What we can store efficiently is the statemtent: "When the user entered
this, he convinced us it was endorsed.  Trust us."  If the user wants
to store a hash in addition, and thus PAY ($ / consumption of his disk
space) to do so, it's his option.  Given this understanding, the user
can make his own judgement of what information to endorse in a way
that can be trusted even if the backend operator can not.  We can expect
he will only do it for things where it's really important.
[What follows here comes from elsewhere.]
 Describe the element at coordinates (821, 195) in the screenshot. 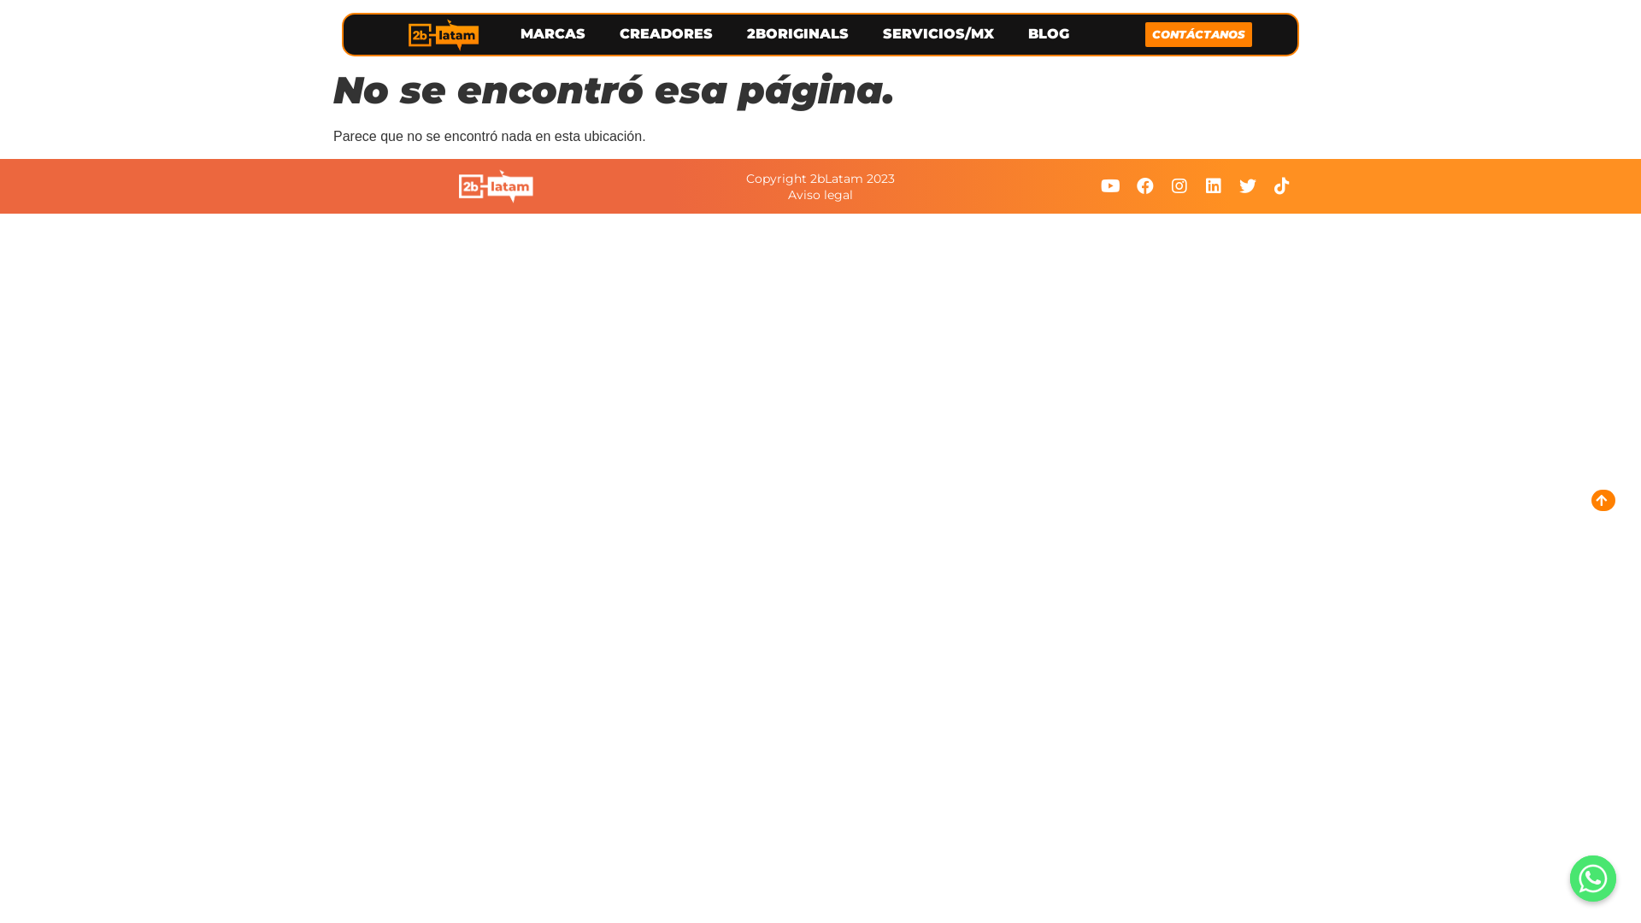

> Your "claimed-to-be-Foo" endorsements suggest another solution to the
> BEBE case.  When non-authenticated endorsements gets transmitted to an
> untrusted backend, they become endorsement hints.  These would
> particularly be used for work-types and link-types.  A frontend that
> recognizes a particular endorsement-hint would then check conformance
> on the endorsement and then confirm for that backend that the document
> actually had that type.  

Right.  We would distinguish trusted backends (other sites operated
by the same company, in-house backup servers) from untrusted backends,
and automatically downgrade the endorsements we store.

Thus the "Is foo" endorsement means an unbroken path exists within our
own responsibility boundary between the place where WE checked the
authentication (and then forgot it, but remembered that we'd seen it)
and the point where we generated our own authentication on the way
to the reader.  The "Claimed-to-be foo" endorsement corresponds to
recording that it may be a foo, but nobody proved it to US.  This
may have happened because it was generated by a foo-maker-clone, or
because it passed through a foreign carrier.

This should CYA on the common-carrier case, too.  Better, perhaps,
is a set of endorsements corresponding to:
 - "Claimed to be 'foo' by someone we know is bar."
 - "Claimed to be 'claimed to be "foo" by someone bar knows is baz'
    by someone we know is bar"
etc.  (The endorsement mechanism is so efficient that this is a
negligable storage load.  We need only store the route-endorsement-def.
once for each route actually taken by one or more currently-stored data.)

If we differentiate things in this way, a vendor may chose to accept
(without checking) data claimed-to-be-endorsed-by-his-product by a set
of carriers, or to give his customer this option.  Then, if somebody
hands him a data-bomb, he has an audit trail, and it's also his fault,
not ours, because we TOLD him we hadn't seen the endorsement ourselves.